Dive Brief:
- Artificial intelligence can improve clinicians’ diagnostic accuracy, but biased models make it worse — and explaining the technology’s logic didn’t help providers mitigate potential errors, according to a recent study published in JAMA.
- The research found an AI model improved clinician accuracy when examining accounts of patients hospitalized with acute respiratory failure, and accuracy increased even more when clinicians’ used AI models alongside explanations of the technology.
- But a systematically biased model decreased their diagnostic accuracy, and explanations of the model’s reasoning didn’t significantly help them improve, according to the study.
Dive Insight:
AI has the potential to help providers find abnormalities in imaging results and analyze patient data to find patterns and make predictions on outcomes.
The technology has become an increasingly hot topic in the healthcare sector, as experts and policymakers try to weigh benefits alongside risks — like injecting biased recommendations that could further widen health inequities.
Systematically biased models, or models that consistently misdiagnose some patient subpopulations, could lead to errors or patient harm, the study notes. For example, a model that’s trained on data where women are often underdiagnosed with heart disease could be inaccurate once it’s deployed.
Ideally, providers would be able to ignore models if they seem off, and explanations have been offered as a way to help them understand the model’s reasoning before they act on recommendations. Guidance from the Food and Drug Administration has highlighted the value of explanations to improve interpretability, researchers wrote.
But the JAMA study found explanations might not be enough to mitigate harm.
The research showed hospital physicians, nurse practitioners and physician assistants nine clinical vignettes of patients hospitalized with acute respiratory failure, including symptoms, physical exams, lab results and chest radiographs.
They were then asked to determine the likelihood of pneumonia, heart failure or chronic obstructive pulmonary disease. Some vignettes included AI models with image-based explanations to lay out its logic.
Clinician accuracy increased over baseline by 2.9 percentage points when using a standard AI model and by 4.4 percentage points when clinicians were also shown AI model explanations.
But a systematically biased model decreased accuracy by 11.3 percentage points, which only improved a nonsignificant 2.3 percentage points when the model included explanations for its recommendations.
“Although standard AI models improve diagnostic accuracy, systematically biased AI models reduced diagnostic accuracy, and commonly used image-based AI model explanations did not mitigate this harmful effect,” researchers wrote.
Clinicians’ AI literacy might one challenge preventing them from rooting out biased recommendations, the study’s authors said. Nearly 67% of participants weren’t aware models could be systematically biased.
They also might need more experience and training with the explanations. And using images might be a poor way to describe what the model is doing, and other methods, like text descriptions, might be more helpful, researchers wrote.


▶ **Work to be completed**: In the listing that follows, how many lines contain the string "ffffff"? Provide only the number.

Exercise inputs Block Start

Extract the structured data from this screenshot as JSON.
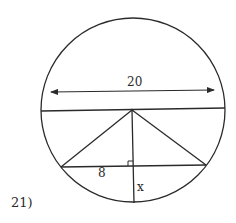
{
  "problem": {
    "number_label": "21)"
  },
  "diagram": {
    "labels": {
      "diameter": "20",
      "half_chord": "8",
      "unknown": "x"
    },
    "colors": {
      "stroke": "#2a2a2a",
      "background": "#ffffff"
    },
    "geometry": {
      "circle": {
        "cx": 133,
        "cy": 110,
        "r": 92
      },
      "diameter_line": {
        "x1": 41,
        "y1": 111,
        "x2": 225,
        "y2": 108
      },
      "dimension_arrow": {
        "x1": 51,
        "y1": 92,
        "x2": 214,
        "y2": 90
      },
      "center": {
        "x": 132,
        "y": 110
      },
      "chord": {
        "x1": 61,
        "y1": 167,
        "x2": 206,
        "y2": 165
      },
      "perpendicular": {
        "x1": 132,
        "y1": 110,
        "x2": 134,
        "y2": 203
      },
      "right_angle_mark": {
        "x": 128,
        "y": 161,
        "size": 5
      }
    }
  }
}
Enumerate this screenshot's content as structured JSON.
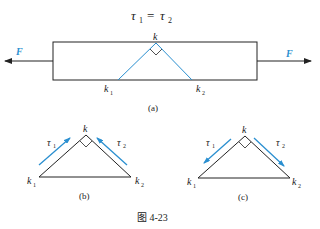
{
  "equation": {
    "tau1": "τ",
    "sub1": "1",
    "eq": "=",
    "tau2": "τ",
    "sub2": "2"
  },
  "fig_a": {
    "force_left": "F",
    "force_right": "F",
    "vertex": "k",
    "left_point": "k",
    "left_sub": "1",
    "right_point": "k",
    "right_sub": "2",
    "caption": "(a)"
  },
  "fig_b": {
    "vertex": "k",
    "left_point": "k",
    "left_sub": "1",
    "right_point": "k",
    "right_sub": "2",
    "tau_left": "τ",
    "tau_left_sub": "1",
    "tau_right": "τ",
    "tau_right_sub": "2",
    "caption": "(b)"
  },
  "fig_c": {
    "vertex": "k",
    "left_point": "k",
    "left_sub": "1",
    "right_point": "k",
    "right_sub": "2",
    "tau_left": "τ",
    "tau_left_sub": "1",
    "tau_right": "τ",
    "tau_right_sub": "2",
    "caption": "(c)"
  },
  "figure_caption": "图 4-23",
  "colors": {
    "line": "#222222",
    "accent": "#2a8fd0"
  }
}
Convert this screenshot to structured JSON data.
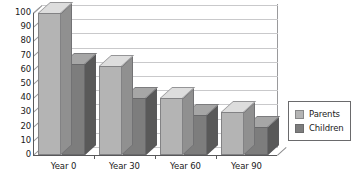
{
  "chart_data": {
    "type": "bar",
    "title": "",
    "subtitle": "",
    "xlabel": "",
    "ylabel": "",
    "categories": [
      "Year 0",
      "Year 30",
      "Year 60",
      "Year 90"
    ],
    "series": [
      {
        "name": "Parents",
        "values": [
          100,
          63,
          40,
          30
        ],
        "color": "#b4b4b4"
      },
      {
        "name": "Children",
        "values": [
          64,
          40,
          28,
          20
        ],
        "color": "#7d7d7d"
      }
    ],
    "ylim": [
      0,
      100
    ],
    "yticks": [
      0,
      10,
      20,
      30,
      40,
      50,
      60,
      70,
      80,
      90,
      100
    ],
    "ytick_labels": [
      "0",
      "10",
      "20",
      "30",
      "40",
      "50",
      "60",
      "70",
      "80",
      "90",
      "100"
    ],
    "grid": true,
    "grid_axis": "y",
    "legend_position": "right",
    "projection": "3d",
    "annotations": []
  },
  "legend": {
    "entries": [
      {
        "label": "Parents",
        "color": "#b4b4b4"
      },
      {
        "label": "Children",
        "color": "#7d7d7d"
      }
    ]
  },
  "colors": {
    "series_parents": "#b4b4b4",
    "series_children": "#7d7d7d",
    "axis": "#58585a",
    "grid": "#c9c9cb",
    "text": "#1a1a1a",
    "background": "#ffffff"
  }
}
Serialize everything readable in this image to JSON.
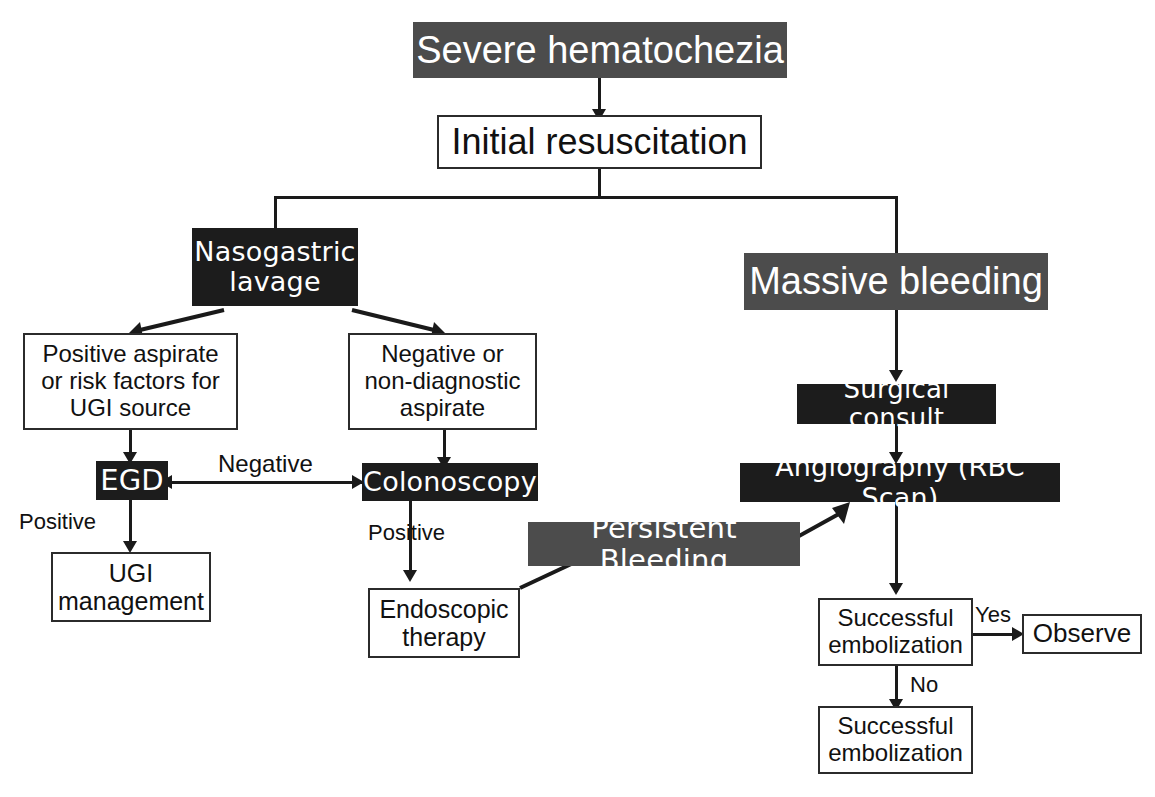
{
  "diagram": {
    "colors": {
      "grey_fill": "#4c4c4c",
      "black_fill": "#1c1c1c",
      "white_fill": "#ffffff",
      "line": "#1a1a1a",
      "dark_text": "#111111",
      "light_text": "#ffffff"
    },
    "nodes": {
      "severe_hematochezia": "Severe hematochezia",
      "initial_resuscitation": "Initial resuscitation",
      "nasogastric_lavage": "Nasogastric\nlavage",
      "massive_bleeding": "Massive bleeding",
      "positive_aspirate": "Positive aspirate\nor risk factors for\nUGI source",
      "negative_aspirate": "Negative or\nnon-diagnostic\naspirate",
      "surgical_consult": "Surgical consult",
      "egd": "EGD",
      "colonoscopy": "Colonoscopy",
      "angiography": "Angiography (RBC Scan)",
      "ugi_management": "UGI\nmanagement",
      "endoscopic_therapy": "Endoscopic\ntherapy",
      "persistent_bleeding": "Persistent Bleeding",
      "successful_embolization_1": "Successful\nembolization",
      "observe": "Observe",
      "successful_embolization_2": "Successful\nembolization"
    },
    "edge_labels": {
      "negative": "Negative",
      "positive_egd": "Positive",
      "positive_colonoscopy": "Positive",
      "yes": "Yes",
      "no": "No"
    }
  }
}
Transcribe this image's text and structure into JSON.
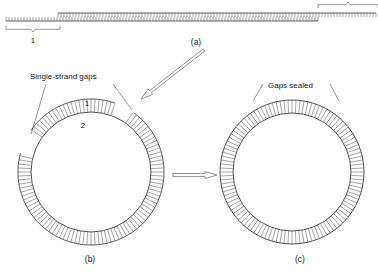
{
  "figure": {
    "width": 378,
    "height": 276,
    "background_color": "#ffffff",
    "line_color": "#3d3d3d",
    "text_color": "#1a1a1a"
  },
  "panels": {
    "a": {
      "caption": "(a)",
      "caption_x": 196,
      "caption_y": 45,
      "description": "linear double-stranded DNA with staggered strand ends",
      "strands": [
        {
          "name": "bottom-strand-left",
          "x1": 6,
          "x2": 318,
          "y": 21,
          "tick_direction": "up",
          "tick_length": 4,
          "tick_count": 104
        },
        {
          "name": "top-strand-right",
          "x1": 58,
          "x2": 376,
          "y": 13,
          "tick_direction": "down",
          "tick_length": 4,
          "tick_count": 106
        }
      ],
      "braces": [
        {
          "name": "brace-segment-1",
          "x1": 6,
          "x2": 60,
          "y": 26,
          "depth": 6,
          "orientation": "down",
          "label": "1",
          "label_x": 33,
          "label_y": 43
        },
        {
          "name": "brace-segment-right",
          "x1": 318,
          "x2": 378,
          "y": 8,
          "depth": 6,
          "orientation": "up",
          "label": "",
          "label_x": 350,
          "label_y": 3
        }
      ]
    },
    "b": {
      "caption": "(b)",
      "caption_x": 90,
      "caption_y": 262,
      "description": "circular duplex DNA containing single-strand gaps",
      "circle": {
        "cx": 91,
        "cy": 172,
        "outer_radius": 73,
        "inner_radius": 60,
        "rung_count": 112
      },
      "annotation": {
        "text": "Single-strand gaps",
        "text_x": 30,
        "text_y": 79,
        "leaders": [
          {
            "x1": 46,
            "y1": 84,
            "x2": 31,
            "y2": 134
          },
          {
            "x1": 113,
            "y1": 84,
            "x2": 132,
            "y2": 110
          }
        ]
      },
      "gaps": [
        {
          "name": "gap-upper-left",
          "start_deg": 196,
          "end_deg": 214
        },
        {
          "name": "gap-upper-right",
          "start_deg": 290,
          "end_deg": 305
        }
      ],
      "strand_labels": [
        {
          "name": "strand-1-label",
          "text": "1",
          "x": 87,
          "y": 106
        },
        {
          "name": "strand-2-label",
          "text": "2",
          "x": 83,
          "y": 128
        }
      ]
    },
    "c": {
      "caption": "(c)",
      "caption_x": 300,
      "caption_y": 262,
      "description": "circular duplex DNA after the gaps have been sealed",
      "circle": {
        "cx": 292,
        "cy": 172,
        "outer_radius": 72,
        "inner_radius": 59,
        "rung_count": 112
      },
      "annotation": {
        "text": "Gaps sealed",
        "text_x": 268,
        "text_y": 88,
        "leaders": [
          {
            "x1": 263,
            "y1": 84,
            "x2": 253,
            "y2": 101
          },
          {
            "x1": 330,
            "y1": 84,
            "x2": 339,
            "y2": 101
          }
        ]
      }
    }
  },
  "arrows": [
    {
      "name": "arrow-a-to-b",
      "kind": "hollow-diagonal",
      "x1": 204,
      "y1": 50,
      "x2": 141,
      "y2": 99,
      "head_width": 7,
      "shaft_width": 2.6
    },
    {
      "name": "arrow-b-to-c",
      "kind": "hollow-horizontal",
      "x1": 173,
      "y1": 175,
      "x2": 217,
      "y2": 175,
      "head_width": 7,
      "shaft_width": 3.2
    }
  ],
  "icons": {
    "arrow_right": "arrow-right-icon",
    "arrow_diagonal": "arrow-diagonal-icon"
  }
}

Exercise inputs Block End

▶ **Task response**: 5